On Fri, Feb 19, 2021 at 12:56:58AM +0100, Ralf Hemmecke wrote:
> On 18.02.21 18:38, Waldek Hebisch wrote:
> > On Thu, Feb 18, 2021 at 06:36:57PM +0100, Waldek Hebisch wrote:
> >> See attached file and Aldor compilation report (I sent it before
> >> but I include it in case it got lost).
> 
> Waldek,
> 
> I do not understand why you complain here.
> 
> "/mnt/lv3/fricas/axp19/pp1/algreduc2/RDEEFX3a.as", line 36:
>     ei_int : (Z, F, F, SE) -> PSOL2
> ......^
> [L36 C7] #1 (Warning) Escape character ignored.  Do you mean '__'?
> 
> Aldor convention is to use CamelCase for identifiers. And that was also
> the rule for SPAD code (except for some people that insisted on using
> underscores (which had to be written as double underscores).
> Then you changed the SPAD compiler with a new rule that allows single
> underscores.
> 
> I would have liked to stay with CamelCase. Now we have basically two
> naming conventions. There are only a few functions now that include an
> underscore character (I guess mostly introduced by you). That you now
> complain about Aldor throwing errors at you for an incompatibility that
> you have introduced is somewhat strange.

This is just a warning, in first pass of checking Spad code we
probably can ignore warnings.  OTOH this is important feature
for mixed-language code.  In Lisp camelCase is not practical,
dashes that Lispers use are illegal in other languages, so
only sane choice is to use underscores.

> There are a number of other issues with your code.
> 
> I doubled the underscores.
> 
> The problems were mostly forgotten imports. Note that Aldor insists on
> importing functions explicitly. Unlike SPAD almost nothing is in scope.

Yes, I know this.  One point of this excercise was to see how many
explicit imports I would need.  It was disappointing that other
problems apparently dwarfed issue with imports.

> Then there were a few cases where I had to add a qualification, for
> example here:
> 
>    univariate(r1, kx)$F
> 
> where the Aldor compiler saw two functions with name "univariate" that
> would have been applicable. Without giving some type information it
> didn't know what to choose.
> 
> The most problematic thing, however was the
> 
>   Union(CV__REC, 'failed')
> 
> construction.

IIUC Aldor does not suport "failed" (with Spad notation) as a type,
which leads to massive source changes (this is in the language
differences page).

> I could make it compile with this type
> 
>   Union(cv:CV__REC, fail:'failed')
> 
> Perhaps Peter knows how to make it compile with an untagged union.
> 
> One must also put the return value into a "union" explicitly.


WHAT YOU WILL DO
Pictures do not belong in the copy; quote every entry below exactly.

[Figure dataset records]
"""

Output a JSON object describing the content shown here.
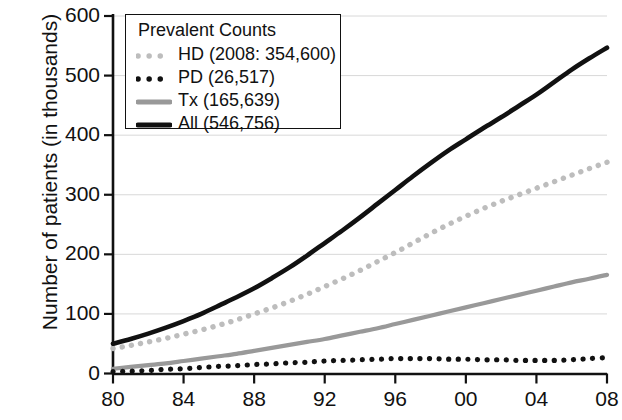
{
  "chart_data": {
    "type": "line",
    "title": "",
    "xlabel": "",
    "ylabel": "Number of patients (in thousands)",
    "xlim": [
      1980,
      2008
    ],
    "ylim": [
      0,
      600
    ],
    "xticks": [
      "80",
      "84",
      "88",
      "92",
      "96",
      "00",
      "04",
      "08"
    ],
    "xtick_values": [
      1980,
      1984,
      1988,
      1992,
      1996,
      2000,
      2004,
      2008
    ],
    "yticks": [
      "0",
      "100",
      "200",
      "300",
      "400",
      "500",
      "600"
    ],
    "ytick_values": [
      0,
      100,
      200,
      300,
      400,
      500,
      600
    ],
    "grid": "horizontal",
    "legend_position": "top-left",
    "legend_title": "Prevalent Counts",
    "x": [
      1980,
      1981,
      1982,
      1983,
      1984,
      1985,
      1986,
      1987,
      1988,
      1989,
      1990,
      1991,
      1992,
      1993,
      1994,
      1995,
      1996,
      1997,
      1998,
      1999,
      2000,
      2001,
      2002,
      2003,
      2004,
      2005,
      2006,
      2007,
      2008
    ],
    "series": [
      {
        "name": "HD",
        "label": "HD (2008: 354,600)",
        "style": "dotted",
        "color": "#bdbdbd",
        "final_value": 354.6,
        "values": [
          42,
          47,
          53,
          59,
          66,
          73,
          81,
          90,
          100,
          110,
          121,
          133,
          146,
          159,
          173,
          188,
          203,
          219,
          235,
          250,
          264,
          277,
          289,
          300,
          311,
          322,
          333,
          344,
          354.6
        ]
      },
      {
        "name": "PD",
        "label": "PD (26,517)",
        "style": "dotted",
        "color": "#111111",
        "final_value": 26.517,
        "values": [
          3,
          4,
          5,
          7,
          8,
          10,
          12,
          13,
          15,
          16,
          18,
          19,
          21,
          22,
          23,
          24,
          25,
          25,
          25,
          24,
          24,
          23,
          23,
          22,
          22,
          22,
          23,
          25,
          26.5
        ]
      },
      {
        "name": "Tx",
        "label": "Tx  (165,639)",
        "style": "solid",
        "color": "#999999",
        "final_value": 165.639,
        "values": [
          8,
          11,
          14,
          17,
          21,
          25,
          29,
          33,
          38,
          43,
          48,
          53,
          58,
          64,
          70,
          76,
          83,
          90,
          97,
          104,
          111,
          118,
          125,
          132,
          139,
          146,
          153,
          159,
          165.6
        ]
      },
      {
        "name": "All",
        "label": "All  (546,756)",
        "style": "solid",
        "color": "#111111",
        "final_value": 546.756,
        "values": [
          50,
          58,
          67,
          77,
          88,
          100,
          114,
          128,
          143,
          160,
          178,
          198,
          219,
          240,
          262,
          285,
          308,
          331,
          353,
          374,
          393,
          412,
          430,
          449,
          468,
          489,
          510,
          529,
          546.8
        ]
      }
    ]
  }
}
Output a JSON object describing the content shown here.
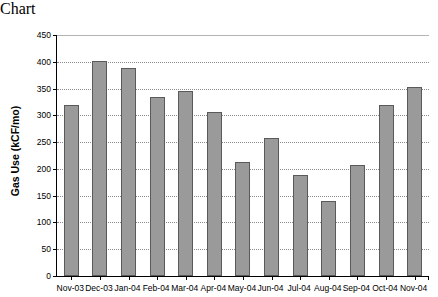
{
  "chart_data": {
    "type": "bar",
    "title": "",
    "xlabel": "",
    "ylabel": "Gas Use (kCF/mo)",
    "ylim": [
      0,
      450
    ],
    "yticks": [
      0,
      50,
      100,
      150,
      200,
      250,
      300,
      350,
      400,
      450
    ],
    "ytick_labels": [
      "0",
      "50",
      "100",
      "150",
      "200",
      "250",
      "300",
      "350",
      "400",
      "450"
    ],
    "grid": true,
    "legend": null,
    "bar_color": "#9a9a9a",
    "bar_edge_color": "#5a5a5a",
    "categories": [
      "Nov-03",
      "Dec-03",
      "Jan-04",
      "Feb-04",
      "Mar-04",
      "Apr-04",
      "May-04",
      "Jun-04",
      "Jul-04",
      "Aug-04",
      "Sep-04",
      "Oct-04",
      "Nov-04"
    ],
    "values": [
      320,
      402,
      388,
      335,
      345,
      306,
      212,
      257,
      188,
      141,
      207,
      320,
      353
    ],
    "points": [
      {
        "category": "Nov-03",
        "value": 320
      },
      {
        "category": "Dec-03",
        "value": 402
      },
      {
        "category": "Jan-04",
        "value": 388
      },
      {
        "category": "Feb-04",
        "value": 335
      },
      {
        "category": "Mar-04",
        "value": 345
      },
      {
        "category": "Apr-04",
        "value": 306
      },
      {
        "category": "May-04",
        "value": 212
      },
      {
        "category": "Jun-04",
        "value": 257
      },
      {
        "category": "Jul-04",
        "value": 188
      },
      {
        "category": "Aug-04",
        "value": 141
      },
      {
        "category": "Sep-04",
        "value": 207
      },
      {
        "category": "Oct-04",
        "value": 320
      },
      {
        "category": "Nov-04",
        "value": 353
      }
    ]
  }
}
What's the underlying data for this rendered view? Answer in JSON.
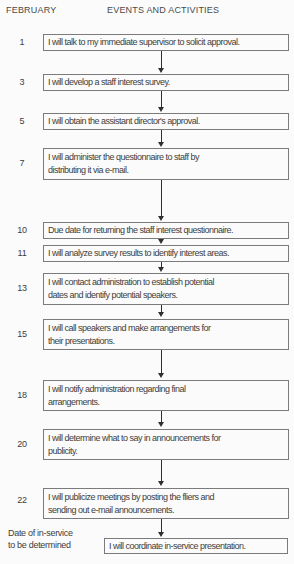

"""

TASK RESULT
Output a JSON object describing the content shown here.
{
  "chart_data": {
    "type": "line",
    "title": "",
    "xlabel": "",
    "ylabel": "Number of patients (in thousands)",
    "xlim": [
      1980,
      2008
    ],
    "ylim": [
      0,
      600
    ],
    "xticks": [
      "80",
      "84",
      "88",
      "92",
      "96",
      "00",
      "04",
      "08"
    ],
    "xtick_values": [
      1980,
      1984,
      1988,
      1992,
      1996,
      2000,
      2004,
      2008
    ],
    "yticks": [
      "0",
      "100",
      "200",
      "300",
      "400",
      "500",
      "600"
    ],
    "ytick_values": [
      0,
      100,
      200,
      300,
      400,
      500,
      600
    ],
    "grid": "horizontal",
    "legend_position": "top-left",
    "legend_title": "Prevalent Counts",
    "x": [
      1980,
      1981,
      1982,
      1983,
      1984,
      1985,
      1986,
      1987,
      1988,
      1989,
      1990,
      1991,
      1992,
      1993,
      1994,
      1995,
      1996,
      1997,
      1998,
      1999,
      2000,
      2001,
      2002,
      2003,
      2004,
      2005,
      2006,
      2007,
      2008
    ],
    "series": [
      {
        "name": "HD",
        "label": "HD (2008: 354,600)",
        "style": "dotted",
        "color": "#bdbdbd",
        "final_value": 354.6,
        "values": [
          42,
          47,
          53,
          59,
          66,
          73,
          81,
          90,
          100,
          110,
          121,
          133,
          146,
          159,
          173,
          188,
          203,
          219,
          235,
          250,
          264,
          277,
          289,
          300,
          311,
          322,
          333,
          344,
          354.6
        ]
      },
      {
        "name": "PD",
        "label": "PD (26,517)",
        "style": "dotted",
        "color": "#111111",
        "final_value": 26.517,
        "values": [
          3,
          4,
          5,
          7,
          8,
          10,
          12,
          13,
          15,
          16,
          18,
          19,
          21,
          22,
          23,
          24,
          25,
          25,
          25,
          24,
          24,
          23,
          23,
          22,
          22,
          22,
          23,
          25,
          26.5
        ]
      },
      {
        "name": "Tx",
        "label": "Tx  (165,639)",
        "style": "solid",
        "color": "#999999",
        "final_value": 165.639,
        "values": [
          8,
          11,
          14,
          17,
          21,
          25,
          29,
          33,
          38,
          43,
          48,
          53,
          58,
          64,
          70,
          76,
          83,
          90,
          97,
          104,
          111,
          118,
          125,
          132,
          139,
          146,
          153,
          159,
          165.6
        ]
      },
      {
        "name": "All",
        "label": "All  (546,756)",
        "style": "solid",
        "color": "#111111",
        "final_value": 546.756,
        "values": [
          50,
          58,
          67,
          77,
          88,
          100,
          114,
          128,
          143,
          160,
          178,
          198,
          219,
          240,
          262,
          285,
          308,
          331,
          353,
          374,
          393,
          412,
          430,
          449,
          468,
          489,
          510,
          529,
          546.8
        ]
      }
    ]
  }
}
Output a JSON object describing the content shown here.
{
  "chart_data": {
    "type": "bar",
    "title": "",
    "xlabel": "",
    "ylabel": "Gas Use (kCF/mo)",
    "ylim": [
      0,
      450
    ],
    "yticks": [
      0,
      50,
      100,
      150,
      200,
      250,
      300,
      350,
      400,
      450
    ],
    "ytick_labels": [
      "0",
      "50",
      "100",
      "150",
      "200",
      "250",
      "300",
      "350",
      "400",
      "450"
    ],
    "grid": true,
    "legend": null,
    "bar_color": "#9a9a9a",
    "bar_edge_color": "#5a5a5a",
    "categories": [
      "Nov-03",
      "Dec-03",
      "Jan-04",
      "Feb-04",
      "Mar-04",
      "Apr-04",
      "May-04",
      "Jun-04",
      "Jul-04",
      "Aug-04",
      "Sep-04",
      "Oct-04",
      "Nov-04"
    ],
    "values": [
      320,
      402,
      388,
      335,
      345,
      306,
      212,
      257,
      188,
      141,
      207,
      320,
      353
    ],
    "points": [
      {
        "category": "Nov-03",
        "value": 320
      },
      {
        "category": "Dec-03",
        "value": 402
      },
      {
        "category": "Jan-04",
        "value": 388
      },
      {
        "category": "Feb-04",
        "value": 335
      },
      {
        "category": "Mar-04",
        "value": 345
      },
      {
        "category": "Apr-04",
        "value": 306
      },
      {
        "category": "May-04",
        "value": 212
      },
      {
        "category": "Jun-04",
        "value": 257
      },
      {
        "category": "Jul-04",
        "value": 188
      },
      {
        "category": "Aug-04",
        "value": 141
      },
      {
        "category": "Sep-04",
        "value": 207
      },
      {
        "category": "Oct-04",
        "value": 320
      },
      {
        "category": "Nov-04",
        "value": 353
      }
    ]
  }
}
What's the underlying data for this rendered view? Answer in JSON.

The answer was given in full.